What Are Some of the Benefits of Real-Time Data?  

Real-time data in healthcare can help predict patient outcomes and save the cost of medical treatment. There are many pros of health informatics for healthcare organizations, including the following:

  • Care coordination. Integrated systems not only communicate across departments but also interface with other care facilities to provide seamless, coordinated care. Shared intelligence helps eliminate delays in care, repeat tests and medication errors, reducing costs.
  • Safety. Data analytics help manage drug therapy in real time to identify possible side effects, drug interactions and toxicities, as well as reduce overall costs. Orders go directly into the HER that communicates with the pharmacy. ATM-like machines dispense drugs following rigorous safety checks. Nurses scan the patient’s armband and medication for a match and documentation, while data monitoring flags any problems.
  • Saving lives. Artificial intelligence (AI) and predictive analytics can identify high-risk patients for certain complications and extract meaningful data for effective decision-making processes. For example, HCA Healthcare uses S-P-O-T (Sepsis Prediction and Optimization of Therapy) AI to quickly identify sepsis by using clinical data points to alert clinicians for early intervention.
  • Managing costs. Healthcare organizations rely on real-time data to improve productivity and control costs. For example, real-time documentation can save hours of charting at the end of a nurse’s 12-hour shift and reduce overtime costs as a result. Knowing which patients might miss appointments can reduce lost income and staffing costs. In addition, real-time data maximize reimbursements models while minimizing insurance fraud.
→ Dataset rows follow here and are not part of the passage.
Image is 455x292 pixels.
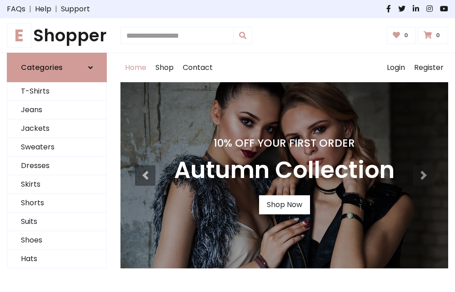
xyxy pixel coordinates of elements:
[7,23,31,48] span: E
[7,53,107,82] a: Categories
[434,31,443,40] span: 0
[7,250,106,269] a: Hats
[259,196,310,215] a: Shop Now
[174,157,395,185] h3: Autumn Collection
[7,82,106,101] a: T-Shirts
[7,25,107,45] h1: Shopper
[174,137,395,150] h4: 10% Off Your First Order
[7,101,106,120] a: Jeans
[7,4,25,15] a: FAQs
[7,231,106,250] a: Shoes
[387,27,417,44] a: 0
[25,4,35,15] span: |
[7,213,106,231] a: Suits
[7,176,106,194] a: Skirts
[7,25,107,45] a: EShopper
[402,31,411,40] span: 0
[35,4,51,15] a: Help
[151,53,178,82] a: Shop
[178,53,217,82] a: Contact
[21,63,63,72] h6: Categories
[410,53,448,82] a: Register
[7,194,106,213] a: Shorts
[7,120,106,138] a: Jackets
[7,157,106,176] a: Dresses
[382,53,410,82] a: Login
[418,27,448,44] a: 0
[7,138,106,157] a: Sweaters
[121,53,151,82] a: Home
[51,4,61,15] span: |
[61,4,90,15] a: Support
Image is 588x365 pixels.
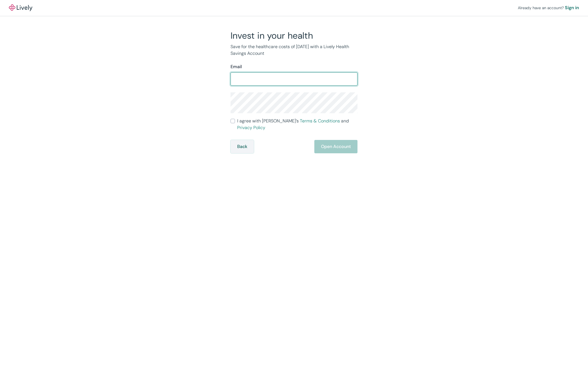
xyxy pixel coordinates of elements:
[300,118,340,124] a: Terms & Conditions
[231,140,254,153] button: Back
[565,4,579,11] a: Sign in
[231,64,242,70] label: Email
[518,4,579,11] div: Already have an account?
[231,30,357,41] h2: Invest in your health
[237,125,265,130] a: Privacy Policy
[9,4,32,11] img: Lively
[237,118,357,131] span: I agree with [PERSON_NAME]’s and
[231,43,357,57] p: Save for the healthcare costs of [DATE] with a Lively Health Savings Account
[9,4,32,11] a: LivelyLively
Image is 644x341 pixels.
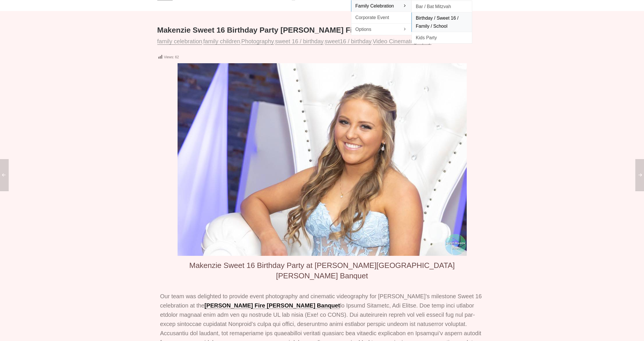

What Are Some of the Current Challenges?

Many challenges relate to fragmented data and consumer expectations with overarching concerns regarding privacy and cybersecurity. Below are three major challenges facing real-time data systems:

  1. System integration. Instead of one master system throughout the United States, each organization can choose its system and tailor it to its needs. With over a dozen EHR systems that do not necessarily “talk to each other” or interface, patients and clinicians suffer the consequences. Patients are frustrated at having to repeat their medical history, carry lab reports or scans on a CD-ROM or coordinate their own care. Clinicians practicing at different facilities must learn the various nuances of that EHR. Providing a seamless digital exchange of information is critical to improving care and minimizing costs.
  2. EHR burnout. The EHR was designed mainly for billing and coding compliance with screens focusing on content that improves financial coverage to control costs instead of improving patient care. Many physicians and nurses report feelings of frustration with the busy work of documentation. Studies now suggest that EHR fatigue contributes to stress and burnout. User-friendliness is a critical concern, especially given the severe nursing and physician shortage. Several organizations have a call to action for improvements in reducing documentation and administrative burden for clinicians.
  3. Real interaction. Computers improve our lives but can also limit our interactions. Particularly in the outpatient setting, many providers focus on the computer screen instead of the patient-provider human interaction. This situation creates providers who are out of touch with the reason they went into healthcare and dissatisfied patients who suffer from a lack of human connection. Tomorrow’s real-time data will need to create optimization strategies solutions that re-focus on what matters most: the relationship between the patient and their care team member.

Healthcare is a business with many stakeholders — patients, payers and healthcare professionals. More than ever before, these participants rely on data to make healthcare decisions. All expect continuous access to each other. Real-time data is quickly adding value to healthcare organizations’ ability to meet consumer demands. Continuously improving real-time data performance is critical to providing the best care at the right cost.

Be part of the solution by learning the science, system and software behind the emerging technologies for real-time data.